Twenty-four Lowell House members have been selected to constitute the cast of "Swastika und Veritas," the musical pageant to be presented Wednesday evening in the Lowell House dining room. The performance is part of the celebration in honor of the seventy-seventh birthday of President-Emeritus Lowell. In spite of the petition of the House members for his presence, Mr. Lowell has declined the invitation to attend the function. Dinner will be served at 6 o'clock, instead of at 7 o'clock, as it was previously announced...
Dinner will be served at 7 o'clock, and at 8 o'clock a dramatic pageant, "Swastika and Veritas" will be presented in the dining room.

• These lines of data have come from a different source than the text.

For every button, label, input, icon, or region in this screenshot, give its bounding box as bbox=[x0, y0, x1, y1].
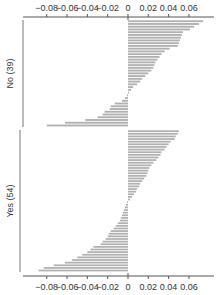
group-label: No (39) bbox=[5, 58, 15, 88]
bottom-x-axis: −0.08−0.06−0.04−0.0200.020.040.06 bbox=[23, 273, 214, 292]
bar bbox=[127, 94, 128, 96]
bar bbox=[124, 209, 128, 211]
group-label: Yes (54) bbox=[5, 184, 15, 217]
bar bbox=[111, 230, 128, 232]
bar bbox=[90, 249, 128, 251]
bar bbox=[128, 180, 142, 182]
bottom-tick-label: 0.06 bbox=[180, 282, 198, 292]
bar bbox=[128, 56, 159, 58]
bar bbox=[128, 40, 180, 42]
bar bbox=[85, 119, 128, 121]
bar-group-yes: Yes (54) bbox=[5, 130, 179, 272]
bar bbox=[128, 45, 178, 47]
bar bbox=[128, 31, 183, 33]
bar bbox=[47, 125, 128, 127]
bar-group-no: No (39) bbox=[5, 20, 203, 127]
bar bbox=[128, 167, 149, 169]
bar bbox=[128, 141, 171, 143]
bar bbox=[128, 26, 194, 28]
bar-groups: No (39)Yes (54) bbox=[5, 20, 203, 272]
bar bbox=[128, 136, 176, 138]
bar bbox=[128, 178, 144, 180]
bar bbox=[114, 228, 128, 230]
bar bbox=[128, 53, 162, 55]
bar bbox=[128, 130, 179, 132]
bar bbox=[125, 207, 128, 209]
bar bbox=[128, 92, 129, 94]
bar bbox=[77, 257, 128, 259]
bar bbox=[128, 29, 190, 31]
bar bbox=[128, 172, 147, 174]
bar bbox=[128, 81, 140, 83]
bar bbox=[128, 61, 155, 63]
bar bbox=[128, 170, 148, 172]
bar bbox=[128, 42, 179, 44]
bar-chart: −0.08−0.06−0.04−0.0200.020.040.06 −0.08−… bbox=[0, 0, 224, 295]
bar bbox=[128, 83, 137, 85]
bar bbox=[105, 111, 128, 113]
bar bbox=[65, 122, 128, 124]
bar bbox=[103, 114, 128, 116]
bar bbox=[128, 183, 140, 185]
bar bbox=[54, 264, 128, 266]
bar bbox=[101, 243, 128, 245]
bar bbox=[111, 105, 128, 107]
bar bbox=[120, 220, 128, 222]
bar bbox=[121, 217, 128, 219]
bar bbox=[128, 50, 165, 52]
bottom-tick-label: 0 bbox=[125, 282, 130, 292]
bar bbox=[128, 138, 175, 140]
bar bbox=[44, 267, 128, 269]
bar bbox=[122, 214, 128, 216]
bottom-tick-label: −0.02 bbox=[96, 282, 119, 292]
bar bbox=[39, 270, 128, 272]
top-tick-label: 0 bbox=[125, 3, 130, 13]
bar bbox=[123, 212, 128, 214]
bottom-tick-label: 0.04 bbox=[160, 282, 178, 292]
bar bbox=[128, 186, 139, 188]
bar bbox=[128, 37, 181, 39]
bar bbox=[128, 64, 154, 66]
top-tick-label: 0.06 bbox=[180, 3, 198, 13]
bar bbox=[109, 233, 128, 235]
top-tick-label: −0.02 bbox=[96, 3, 119, 13]
bar bbox=[128, 157, 158, 159]
bar bbox=[128, 133, 178, 135]
bar bbox=[128, 175, 146, 177]
bar bbox=[128, 199, 130, 201]
bar bbox=[128, 146, 167, 148]
bar bbox=[87, 251, 128, 253]
bar bbox=[125, 97, 128, 99]
bar bbox=[128, 70, 151, 72]
bar bbox=[128, 72, 148, 74]
bar bbox=[128, 20, 203, 22]
bar bbox=[128, 23, 199, 25]
bar bbox=[110, 108, 128, 110]
bar bbox=[128, 48, 170, 50]
bar bbox=[128, 89, 131, 91]
bar bbox=[98, 116, 128, 118]
bar bbox=[128, 149, 165, 151]
bar bbox=[128, 143, 169, 145]
top-tick-label: 0.02 bbox=[140, 3, 158, 13]
bar bbox=[118, 222, 128, 224]
bar bbox=[93, 246, 128, 248]
bar bbox=[128, 75, 145, 77]
bar bbox=[126, 204, 128, 206]
bar bbox=[128, 196, 132, 198]
bar bbox=[115, 103, 128, 105]
bar bbox=[128, 86, 133, 88]
bar bbox=[128, 164, 151, 166]
bar bbox=[82, 254, 128, 256]
bar bbox=[127, 201, 128, 203]
bar bbox=[128, 34, 182, 36]
bar bbox=[128, 188, 137, 190]
bar bbox=[128, 191, 136, 193]
bar bbox=[108, 235, 128, 237]
bar bbox=[128, 67, 153, 69]
bottom-tick-label: 0.02 bbox=[140, 282, 158, 292]
bar bbox=[128, 154, 161, 156]
bar bbox=[103, 241, 128, 243]
top-x-axis: −0.08−0.06−0.04−0.0200.020.040.06 bbox=[23, 3, 214, 20]
bar bbox=[72, 259, 128, 261]
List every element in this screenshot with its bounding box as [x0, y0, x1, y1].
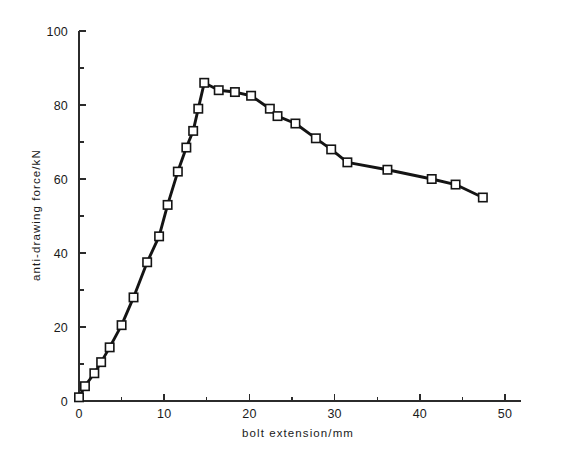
line-chart: 01020304050 020406080100 bolt extension/…: [0, 0, 574, 461]
data-markers: [75, 79, 487, 402]
y-tick-label: 100: [47, 25, 68, 39]
data-point-marker: [97, 358, 105, 366]
data-point-marker: [90, 369, 98, 377]
data-point-marker: [81, 382, 89, 390]
y-tick-label: 20: [54, 321, 68, 335]
data-point-marker: [174, 167, 182, 175]
data-point-marker: [129, 293, 137, 301]
x-axis-title: bolt extension/mm: [242, 427, 354, 439]
y-axis-title: anti-drawing force/kN: [30, 149, 42, 281]
data-point-marker: [163, 201, 171, 209]
data-point-marker: [105, 343, 113, 351]
data-point-marker: [155, 232, 163, 240]
x-tick-label: 30: [327, 407, 341, 421]
data-point-marker: [428, 175, 436, 183]
x-tick-label: 10: [157, 407, 171, 421]
chart-figure: 01020304050 020406080100 bolt extension/…: [0, 0, 574, 461]
y-tick-label: 80: [54, 99, 68, 113]
x-tick-label: 0: [75, 407, 82, 421]
x-tick-label: 20: [242, 407, 256, 421]
data-point-marker: [451, 180, 459, 188]
y-tick-label: 0: [61, 395, 68, 409]
data-point-marker: [117, 321, 125, 329]
data-point-marker: [273, 112, 281, 120]
data-point-marker: [75, 393, 83, 401]
x-axis-tick-labels: 01020304050: [75, 407, 512, 421]
data-point-marker: [182, 143, 190, 151]
data-point-marker: [383, 166, 391, 174]
y-axis-ticks: [79, 31, 86, 401]
y-tick-label: 60: [54, 173, 68, 187]
data-point-marker: [312, 134, 320, 142]
y-axis-tick-labels: 020406080100: [47, 25, 68, 409]
series-line: [79, 83, 483, 398]
data-point-marker: [200, 79, 208, 87]
data-point-marker: [215, 86, 223, 94]
x-tick-label: 50: [498, 407, 512, 421]
y-tick-label: 40: [54, 247, 68, 261]
data-point-marker: [194, 105, 202, 113]
data-series: [79, 83, 483, 398]
data-point-marker: [143, 258, 151, 266]
x-tick-label: 40: [413, 407, 427, 421]
data-point-marker: [189, 127, 197, 135]
data-point-marker: [247, 92, 255, 100]
data-point-marker: [291, 119, 299, 127]
data-point-marker: [327, 145, 335, 153]
data-point-marker: [479, 193, 487, 201]
axes: [79, 31, 521, 401]
data-point-marker: [343, 158, 351, 166]
x-axis-ticks: [79, 394, 505, 401]
data-point-marker: [231, 88, 239, 96]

A cast of 24 Lowell House members will take part in the production. Associates of the House will be the chief guests of the dinner, which will be open only to members of Lowell House...
...recent visit to Sweden, strutting General Hermann Wilhelm Göring, Premier of Prussia and Germany's No. 2 Nazi, laid an enormous, swastika-shaped contraption of laurel branches on the tombstone of his epileptic wife.* Last week an irate anti-Nazi raiding party entered the cemetery, carried off the Goring laurel swastika and left this note behind...

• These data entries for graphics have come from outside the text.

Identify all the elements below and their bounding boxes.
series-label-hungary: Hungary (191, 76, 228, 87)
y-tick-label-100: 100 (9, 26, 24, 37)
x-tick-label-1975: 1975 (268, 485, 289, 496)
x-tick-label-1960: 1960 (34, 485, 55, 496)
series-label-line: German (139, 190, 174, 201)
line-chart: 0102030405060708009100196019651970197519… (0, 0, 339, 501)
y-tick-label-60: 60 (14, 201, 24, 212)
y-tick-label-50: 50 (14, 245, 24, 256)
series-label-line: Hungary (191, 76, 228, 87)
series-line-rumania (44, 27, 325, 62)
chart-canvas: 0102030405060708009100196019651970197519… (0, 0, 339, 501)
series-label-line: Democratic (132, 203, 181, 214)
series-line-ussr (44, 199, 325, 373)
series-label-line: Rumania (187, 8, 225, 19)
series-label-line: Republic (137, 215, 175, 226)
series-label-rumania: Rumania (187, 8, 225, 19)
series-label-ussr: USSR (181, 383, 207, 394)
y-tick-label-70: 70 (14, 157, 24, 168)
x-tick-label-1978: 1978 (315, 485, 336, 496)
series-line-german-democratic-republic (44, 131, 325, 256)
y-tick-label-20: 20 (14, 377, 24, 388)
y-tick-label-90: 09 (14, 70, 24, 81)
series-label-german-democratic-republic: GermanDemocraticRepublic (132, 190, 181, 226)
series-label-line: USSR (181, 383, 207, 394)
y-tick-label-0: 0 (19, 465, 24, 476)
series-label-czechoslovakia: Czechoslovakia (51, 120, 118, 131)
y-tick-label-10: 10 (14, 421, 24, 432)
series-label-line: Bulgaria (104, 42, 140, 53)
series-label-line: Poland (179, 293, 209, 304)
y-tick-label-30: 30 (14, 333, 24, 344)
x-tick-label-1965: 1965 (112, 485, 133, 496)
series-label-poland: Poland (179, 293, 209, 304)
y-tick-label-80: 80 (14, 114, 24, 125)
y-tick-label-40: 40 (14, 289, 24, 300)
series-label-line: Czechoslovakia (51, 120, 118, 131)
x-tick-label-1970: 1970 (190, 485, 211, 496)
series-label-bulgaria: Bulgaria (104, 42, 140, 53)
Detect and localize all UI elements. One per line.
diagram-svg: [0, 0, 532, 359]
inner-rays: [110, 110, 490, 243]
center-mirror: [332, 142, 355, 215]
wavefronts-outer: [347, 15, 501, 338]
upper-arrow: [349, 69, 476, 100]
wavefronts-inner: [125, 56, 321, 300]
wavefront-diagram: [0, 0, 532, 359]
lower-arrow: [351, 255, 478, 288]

...Mayor Sewell, and made for Akron, Ohio. It was after dusk when Dr. Hugo Eckener pointed the ship's nose down through driving rain into the floodlights of the Good-year-Zeppelin dock at Akron. A sharp gust whipped her tail (which now sports the Nazi swastika). Safe-playing Dr. Eckener knew the ship could not be docked in such a ground wind; rather than ride the night out at the mooring mast, he let his passengers ride it out aloft...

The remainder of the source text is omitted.